The good news? Apple is finally making this happen in macOS 15.4.
The bad news? It’s rough around the edges right now.
Across Apple’s ecosystem of devices, TCC (Transparency, Consent, and Control) functions as a hugely important subsystem that prompts users to allow, limit, or deny requests from individual apps to access sensitive data and built-in hardware like the microphone and camera. The main goal of TCC is to provide users with transparency about how their data is accessed and used by applications.
Ideally, this protects users. But malware authors know people impulsively hit “Allow,” so they often rely on this tactic to trick users into approving access they shouldn’t.
Up until this, detecting a malicious TCC event was sort of trivial. Security tools could not directly observe one in real time. Instead, they would have to scrape logs to determine if a malicious event occurred, which often happens way after the damage is done.
As Objective-See’s Patrick Wardle—creator of several popular Mac security tools including LuLu—first spotted in the last macOS 15.4 beta, Apple has quietly added TCC events to its Endpoint Security framework. See below:
The now-added ES_EVENT_TYPE_NOTIFY_TCC_MODIFY identifier notifies endpoint security that a TCC prompt was triggered. This could finally give third-party security tools the teeth they need to monitor permission prompts in real time and link the requests to the application that made them.
“Since the majority of macOS malware circumvents TCC through explicit user approval, it would be incredibly helpful for any security tool to detect this — and possibly override the user’s risky decision. Until now the best (only?) option was to ingest log messages generated by the TCC subsystem,” Wardle writes in a blog post.
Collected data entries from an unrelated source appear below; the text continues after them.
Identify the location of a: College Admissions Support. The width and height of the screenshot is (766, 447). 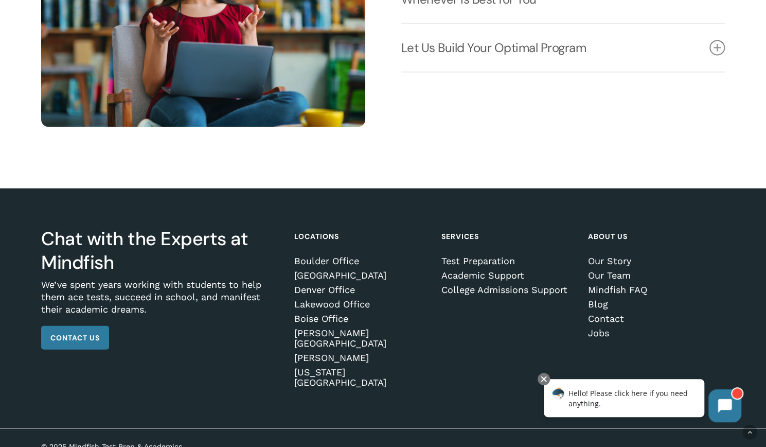
(507, 290).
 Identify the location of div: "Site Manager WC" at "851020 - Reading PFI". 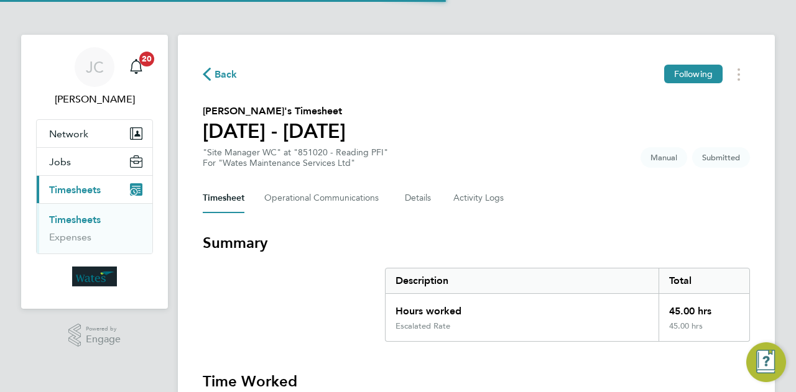
(295, 158).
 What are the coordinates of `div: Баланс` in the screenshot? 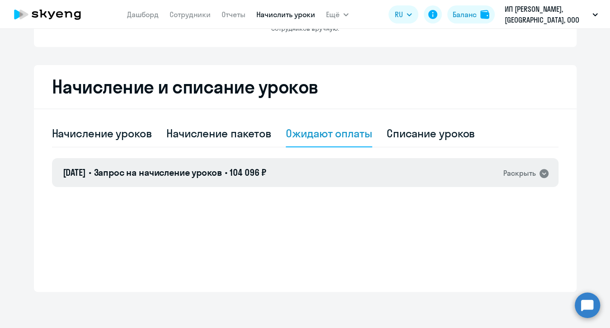 It's located at (464, 14).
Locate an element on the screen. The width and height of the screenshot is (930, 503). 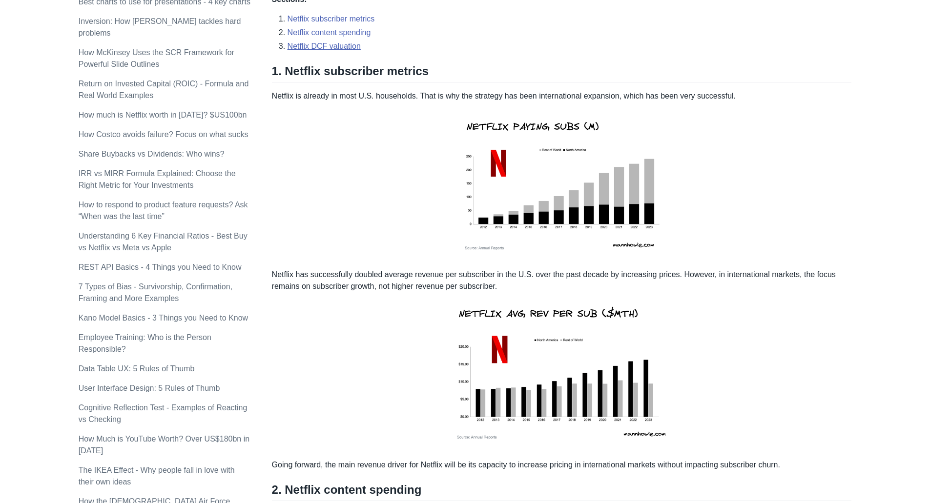
a: How to respond to product feature requests? Ask “When was the last time” is located at coordinates (163, 210).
Similarly, in the past, Apple added Gatekeeper events to the ES framework in macOS 13 Ventura. This gave endpoint security tools access to the Gatekeeper’s decision-making process regarding whether to allow or block an application from opening based on the policy set. Before this, Gatekeeper’s decision-making wasn’t accessible to third parties, much like TCC before the macOS 15.4 beta.
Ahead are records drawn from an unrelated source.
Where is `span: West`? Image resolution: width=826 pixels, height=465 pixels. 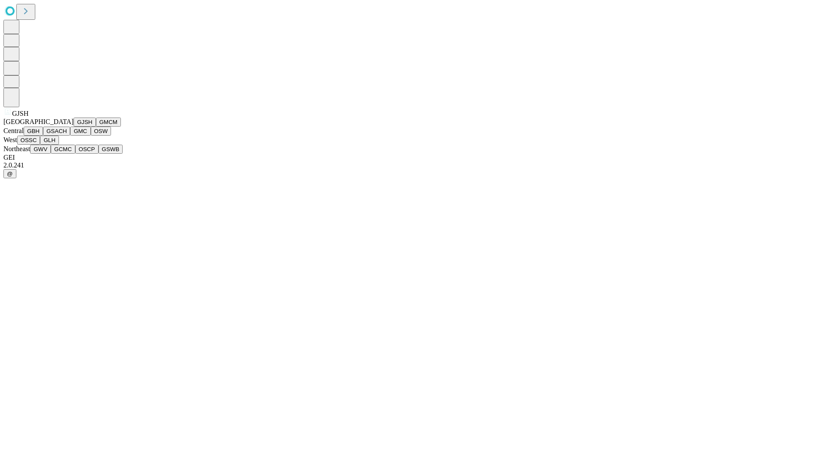 span: West is located at coordinates (10, 139).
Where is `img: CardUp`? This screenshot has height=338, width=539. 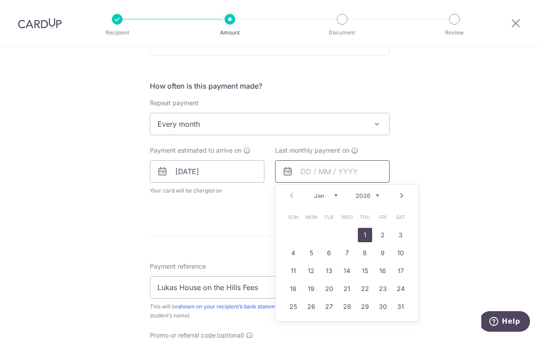 img: CardUp is located at coordinates (40, 23).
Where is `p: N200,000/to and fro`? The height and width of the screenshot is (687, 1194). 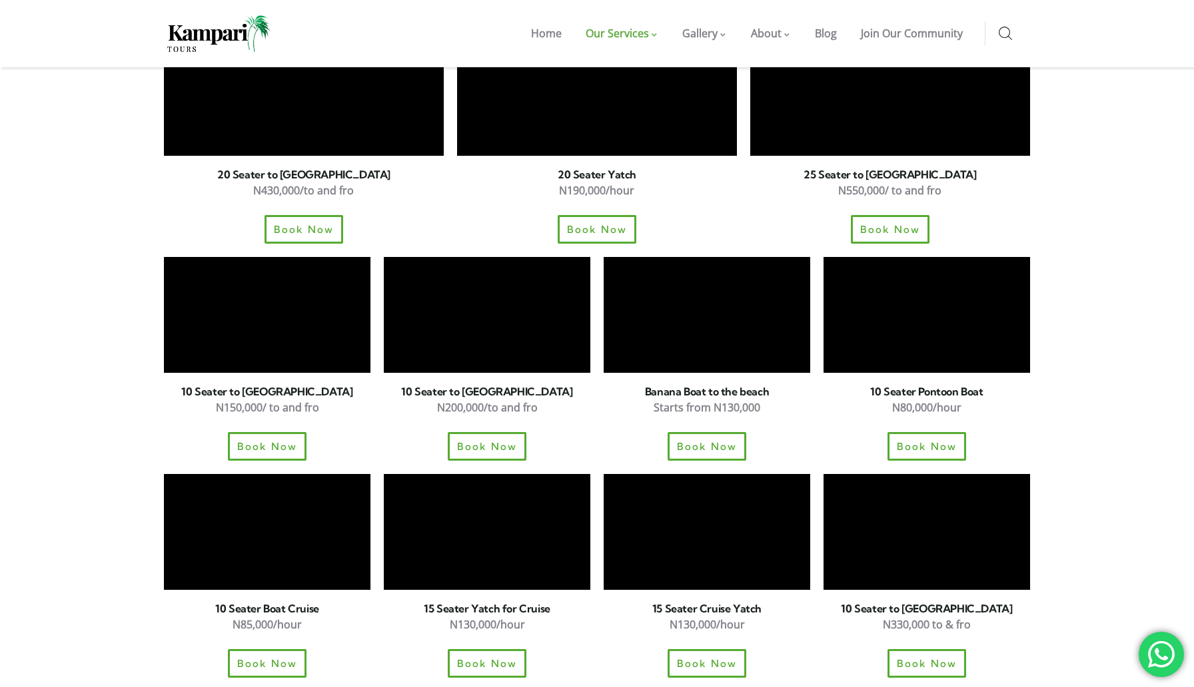 p: N200,000/to and fro is located at coordinates (487, 408).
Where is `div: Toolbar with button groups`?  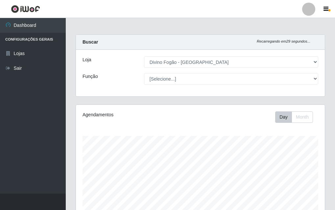
div: Toolbar with button groups is located at coordinates (296, 117).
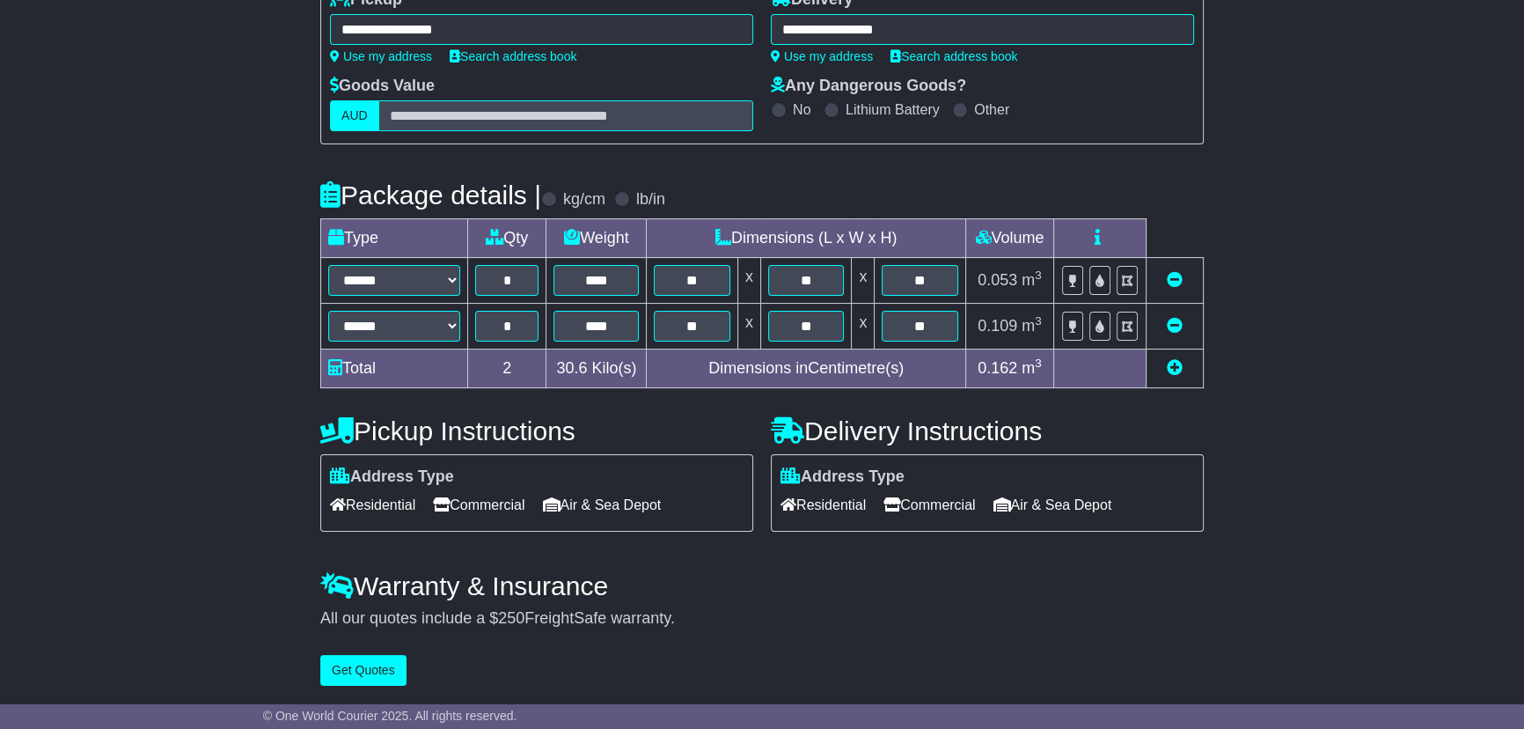 The height and width of the screenshot is (729, 1524). Describe the element at coordinates (597, 238) in the screenshot. I see `td: Weight` at that location.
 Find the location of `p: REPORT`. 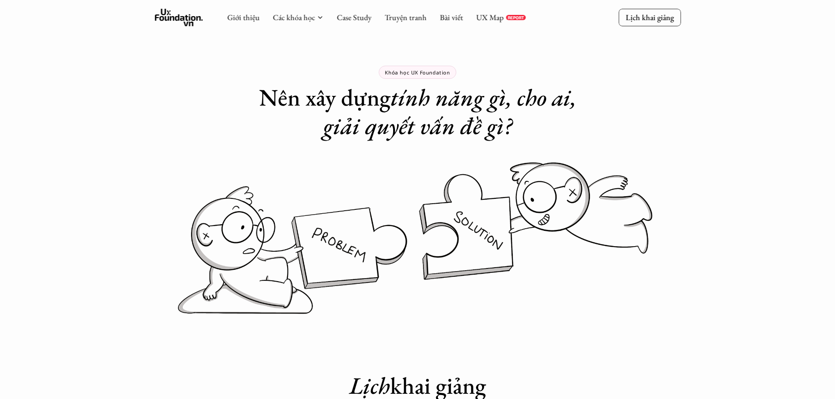

p: REPORT is located at coordinates (516, 18).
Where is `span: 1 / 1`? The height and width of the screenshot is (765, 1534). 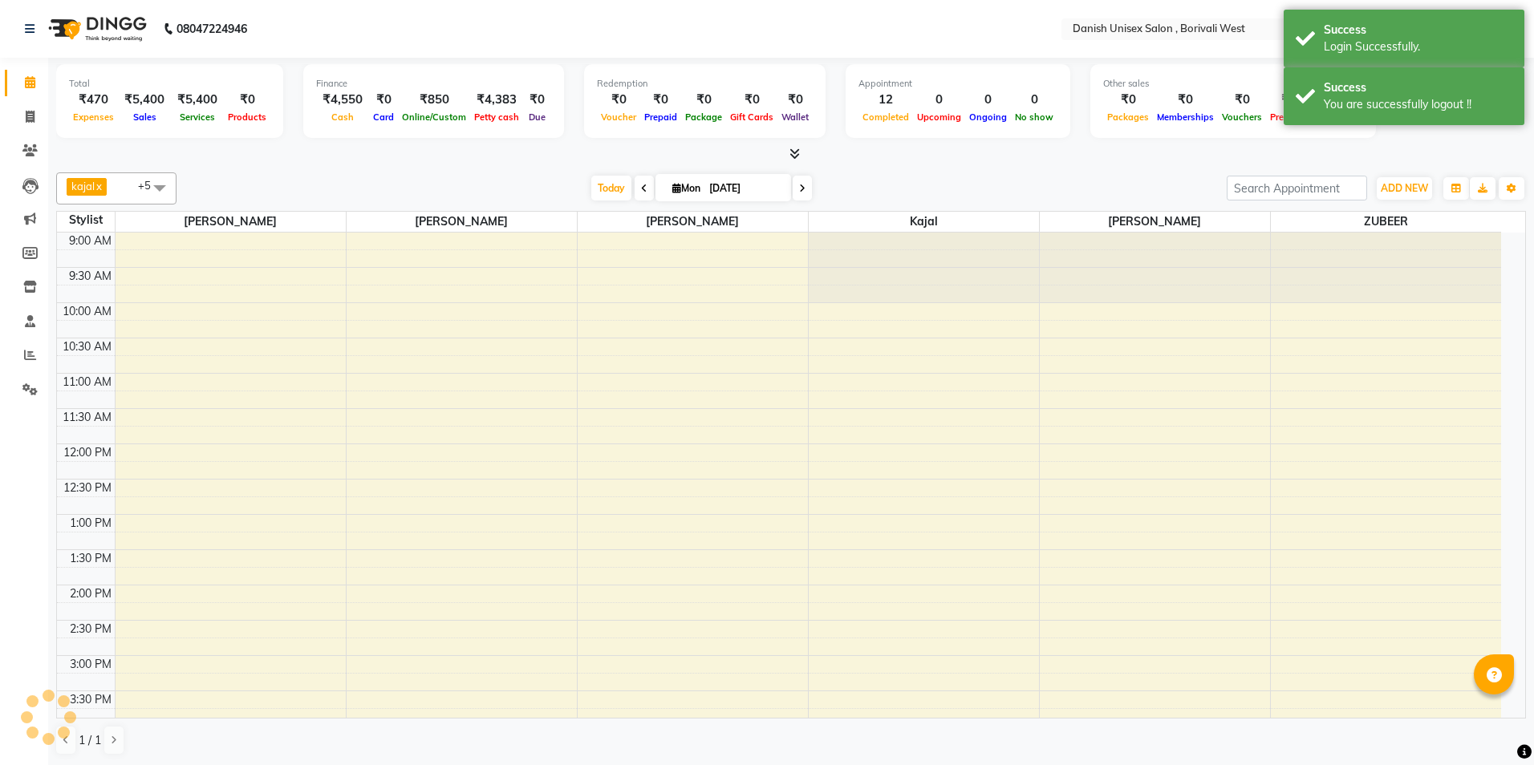
span: 1 / 1 is located at coordinates (90, 740).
Apple finally adding a TCC event to Endpoint Security is great, but as Wardle points out in his breakdown, it’s “rather nuanced.” It may not capture every helpful detail, could behave inconsistently at times, and isn’t enough in its current state for any useful visibility. However, it’s important to point out that this was newly added to the macOS 15.4 beta, which will be released widely sometime next month. I expect Apple to have a lot of it ironed out by then.
I highly recommend checking out his blog post on Objective-See for technical insights.